Asami Kobayashi -- Kanashimi no Spy (哀しみのスパイ)




It's a bit scary sometimes how my imagination works. Case in point: a little over a year ago, I put up an article featuring Asami Kobayashi's(小林麻美)most famous song, her cover version of Gazebo's "I Love Chopin" titled in Japanese as "Ame no Oto wa Chopin no Shirabe"(雨音はショパンの調べ). In the article, I mentioned that whenever I listen to the song, I imagined the waifish Kobayashi lying languidly on some chaise lounge in a huge house while slowly smoking a cigarette.

The above video (sorry but that video has been taken down) was just posted a few months ago. It isn't a chaise lounge and I don't see that cigarette but Kobayashi still reflects that idea I had about her...and the house looks pretty darn big. By the way, the song being featured is her follow-up single after "Ame no Oto wa Chopin no Shirabe", "Kanashimi no Spy" (A Sad Spy). Released as her 9th single in August 1984, the video has short versions of the song with the first one having a cinematic arrangement. It was too bad that it was only an excerpt since I thought it was pretty well done especially with Kobayashi lying around like a femme fatale from some old Cold War suspense flick.
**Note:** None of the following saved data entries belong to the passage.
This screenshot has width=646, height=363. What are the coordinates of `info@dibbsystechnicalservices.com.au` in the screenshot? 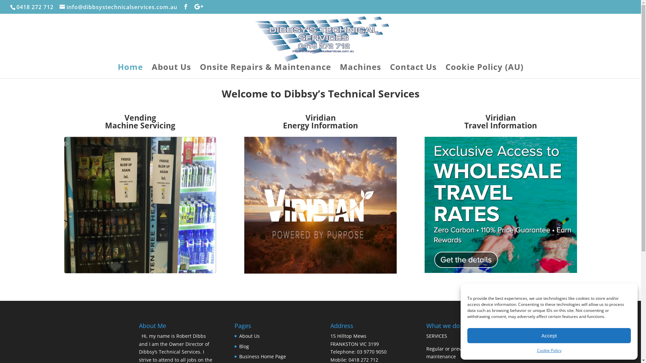 It's located at (118, 7).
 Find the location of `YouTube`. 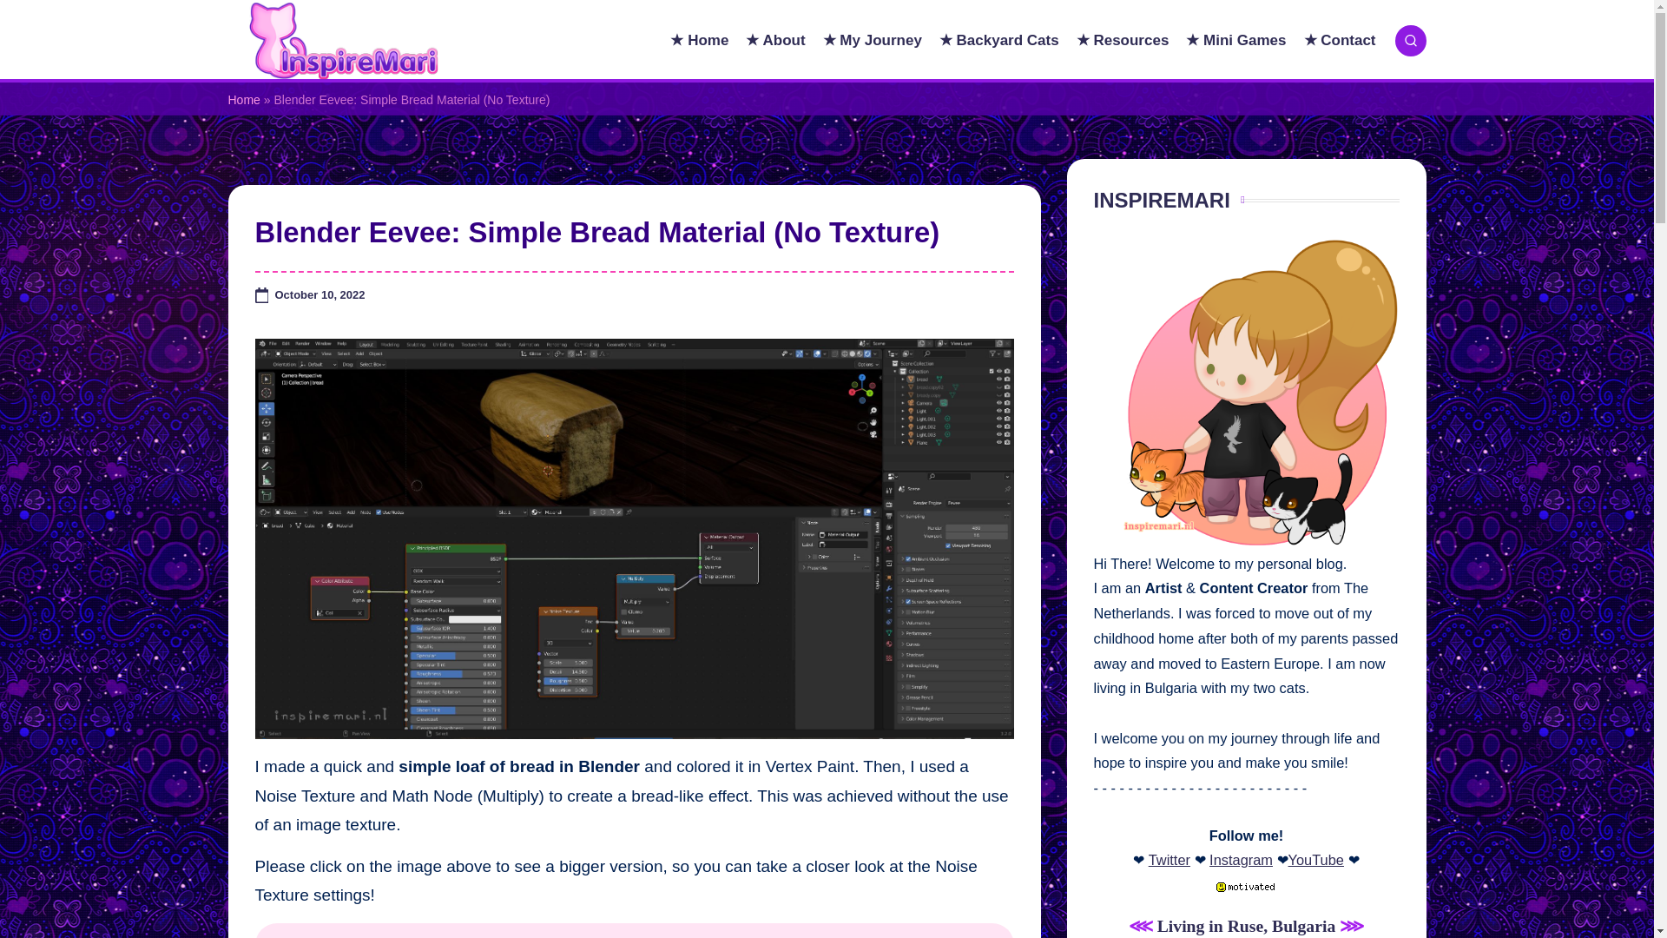

YouTube is located at coordinates (1316, 860).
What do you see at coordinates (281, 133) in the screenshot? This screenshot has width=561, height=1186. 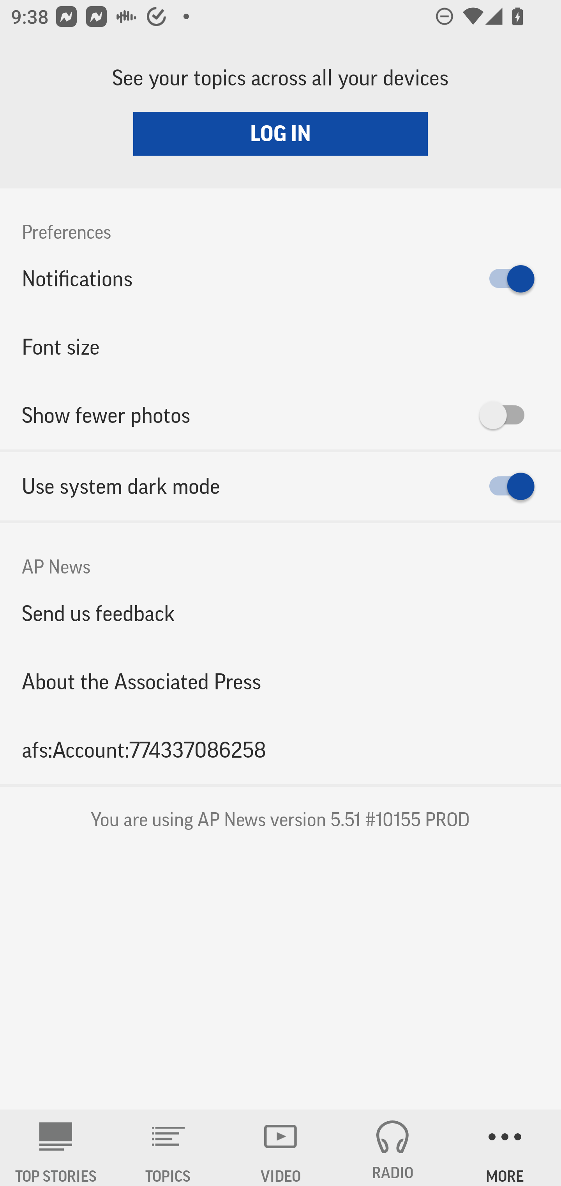 I see `LOG IN` at bounding box center [281, 133].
The latter version was the actual song itself, and it has quite the backing on it. Yumi Matsutoya(松任谷由実, after providing the Japanese lyrics for that Gazebo single, wrote the words for "Kanashimi no Spy" while Koji Tamaki(玉置浩二)provided the music which has a mix of genres in there. There's some rock guitar and even some Taeko Ohnuki-ish technopop (and it still retains that suspenseful piano intro) although when it comes down to it, it's a Japanese 80s pop song. Once again, Kobayashi has that fragile vocal style (with Tamaki backing her up) which had me thinking that if this had been a movie, she really would have been the femme fatale hopelessly in love with the spy or even the doomed spy herself. It certainly looked like the latter according to the end of the video when she got surrounded by all those police officers. The scene rather reminded me of the end of a spy flick as directed by Ingmar Bergman.